Now I'm paranoid that I'm impacting wax into my ear canal though. Gotta luck up all these things about oil/peroxide/stuff...
Like, seriously, I'm ridiculously paranoid about things like home remedies because I'm always afraid I'll screw them up, and yet I always would rather use them. I just research them to death first.
I don't listen entirely, but I do make sure that the q-tip doesn't go more than a centimeter or so into the ear canal. I just want to clean the edge, not all the way in.
Or they're worried about the traffic.
Highlights from the Washington Post article: "he described working women and feminists as "detrimental" to the family. He said government policy should favor married couples over "cohabitators, homosexuals, or fornicators." He described as "illogical" a 1972 Supreme Court decision legalizing the use of contraception by unmarried couples."
"He went on to say feminism is among the "real enemies of the traditional family.""

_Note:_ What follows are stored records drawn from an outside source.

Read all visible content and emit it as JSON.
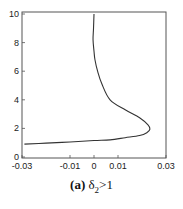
{
  "chart_data": {
    "type": "line",
    "title": "",
    "xlabel": "",
    "ylabel": "",
    "xlim": [
      -0.03,
      0.03
    ],
    "ylim": [
      0,
      10
    ],
    "grid": false,
    "x_ticks": [
      -0.03,
      -0.01,
      0,
      0.01,
      0.03
    ],
    "x_tick_labels": [
      "-0.03",
      "-0.01",
      "0",
      "0.01",
      "0.03"
    ],
    "y_ticks": [
      0,
      2,
      4,
      6,
      8,
      10
    ],
    "y_tick_labels": [
      "0",
      "2",
      "4",
      "6",
      "8",
      "10"
    ],
    "series": [
      {
        "name": "curve",
        "points": [
          [
            0.0,
            10.0
          ],
          [
            -0.0002,
            9.0
          ],
          [
            -0.0004,
            8.2
          ],
          [
            0.0,
            7.4
          ],
          [
            0.0004,
            6.8
          ],
          [
            0.0015,
            6.0
          ],
          [
            0.0033,
            5.1
          ],
          [
            0.0067,
            4.0
          ],
          [
            0.013,
            3.3
          ],
          [
            0.019,
            2.75
          ],
          [
            0.0225,
            2.25
          ],
          [
            0.0233,
            1.95
          ],
          [
            0.022,
            1.7
          ],
          [
            0.019,
            1.5
          ],
          [
            0.013,
            1.35
          ],
          [
            0.0067,
            1.2
          ],
          [
            0.0,
            1.15
          ],
          [
            -0.01,
            1.05
          ],
          [
            -0.02,
            0.97
          ],
          [
            -0.029,
            0.9
          ]
        ]
      }
    ]
  },
  "caption": {
    "label": "(a)",
    "symbol": "δ",
    "subscript": "2",
    "condition": ">1"
  }
}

He of course insisted that these were statements made a decade ago and his opinion has changed since then, but my opinion is that anybody who ever could think that sort of crap deserves no place in our government, EVER.

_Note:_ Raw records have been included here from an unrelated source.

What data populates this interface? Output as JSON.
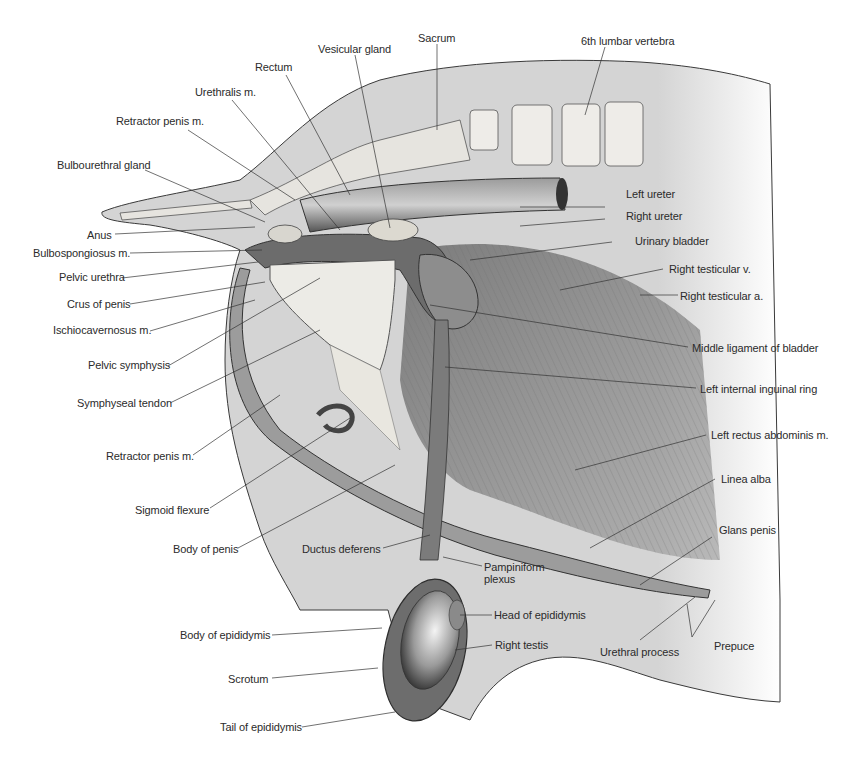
{
  "figure": {
    "colors": {
      "background": "#ffffff",
      "body_fill": "#d4d4d4",
      "outline": "#3a3a3a",
      "muscle": "#7a7a7a",
      "bone": "#e6e4df",
      "leader_line": "#333333",
      "label_text": "#2b2b2b"
    }
  },
  "labels": {
    "top": [
      {
        "id": "sacrum",
        "text": "Sacrum"
      },
      {
        "id": "vesicular_gland",
        "text": "Vesicular gland"
      },
      {
        "id": "rectum",
        "text": "Rectum"
      },
      {
        "id": "urethralis",
        "text": "Urethralis m."
      },
      {
        "id": "lumbar_vertebra",
        "text": "6th lumbar vertebra"
      }
    ],
    "left": [
      {
        "id": "retractor_penis_upper",
        "text": "Retractor penis m."
      },
      {
        "id": "bulbourethral_gland",
        "text": "Bulbourethral gland"
      },
      {
        "id": "anus",
        "text": "Anus"
      },
      {
        "id": "bulbospongiosus",
        "text": "Bulbospongiosus m."
      },
      {
        "id": "pelvic_urethra",
        "text": "Pelvic urethra"
      },
      {
        "id": "crus_of_penis",
        "text": "Crus of penis"
      },
      {
        "id": "ischiocavernosus",
        "text": "Ischiocavernosus m."
      },
      {
        "id": "pelvic_symphysis",
        "text": "Pelvic symphysis"
      },
      {
        "id": "symphyseal_tendon",
        "text": "Symphyseal tendon"
      },
      {
        "id": "retractor_penis_lower",
        "text": "Retractor penis m."
      },
      {
        "id": "sigmoid_flexure",
        "text": "Sigmoid flexure"
      },
      {
        "id": "body_of_penis",
        "text": "Body of penis"
      },
      {
        "id": "body_of_epididymis",
        "text": "Body of epididymis"
      },
      {
        "id": "scrotum",
        "text": "Scrotum"
      },
      {
        "id": "tail_of_epididymis",
        "text": "Tail of epididymis"
      }
    ],
    "right": [
      {
        "id": "left_ureter",
        "text": "Left ureter"
      },
      {
        "id": "right_ureter",
        "text": "Right ureter"
      },
      {
        "id": "urinary_bladder",
        "text": "Urinary bladder"
      },
      {
        "id": "right_testicular_v",
        "text": "Right testicular v."
      },
      {
        "id": "right_testicular_a",
        "text": "Right testicular a."
      },
      {
        "id": "middle_ligament",
        "text": "Middle ligament of bladder"
      },
      {
        "id": "left_internal_inguinal_ring",
        "text": "Left internal inguinal ring"
      },
      {
        "id": "left_rectus_abdominis",
        "text": "Left rectus abdominis m."
      },
      {
        "id": "linea_alba",
        "text": "Linea alba"
      },
      {
        "id": "glans_penis",
        "text": "Glans penis"
      }
    ],
    "bottom": [
      {
        "id": "ductus_deferens",
        "text": "Ductus deferens"
      },
      {
        "id": "pampiniform_line1",
        "text": "Pampiniform"
      },
      {
        "id": "pampiniform_line2",
        "text": "plexus"
      },
      {
        "id": "head_of_epididymis",
        "text": "Head of epididymis"
      },
      {
        "id": "right_testis",
        "text": "Right testis"
      },
      {
        "id": "urethral_process",
        "text": "Urethral process"
      },
      {
        "id": "prepuce",
        "text": "Prepuce"
      }
    ]
  }
}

But you know, he's "hard on crime" and promised to fix the state's transportation mess, so everybody voted for him anyway.

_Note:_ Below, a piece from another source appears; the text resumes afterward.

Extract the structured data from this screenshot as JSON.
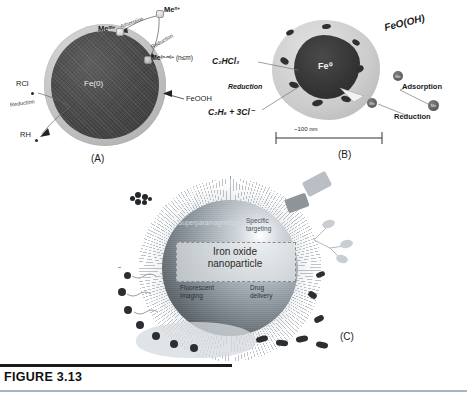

Okay, I editorialized that a bit.
But it doesn't mean the conversation needs to be anything substantial either. They could talk about the weather, chocolate, shoes, their nails, their hair, and other horribly sexist things and still pass on that count.
That's why the test is so inherently flawed and illogical that I desperately wish it would stop being a thing. The only viable question it has is "Is there more than one female character?"
After you ask that one, you've got to think and actually use your brain to analyze the movie a bit, and if people continue to avoid doing it by using the Bechdel test, I'm going to lose my mind and start agreeing with other filmmakers that the audience is inherently stupid.
1. Go to Kickstarter or IndieGoGo.
2. Find films written, produced, or directed by women.
3. GIVE THEM MONEY.
As a female writer/director, I can tell you right now that until people are paying women to write/direct films this is just going to keep happening, and the only way that we'll get to write/direct films is if people are giving us the money we need to do it and we show that we are viable as an investment risk (as in, people will pay to see our films because we've made something successful before). The only way to do that is for people to invest in our films in the first place.
Seriously though, I grew up in the South in a very small town and I never saw or heard of any of this crazy crap down there. We had massively comprehensive sex ed, and while Planned Parenthood wasn't nearby or anything, it was common knowledge that if you need the pill, you went to Planned Parenthood and it wasn't vilified or anything.
I've never heard of another religion except maybe those quiverful people caring about BC.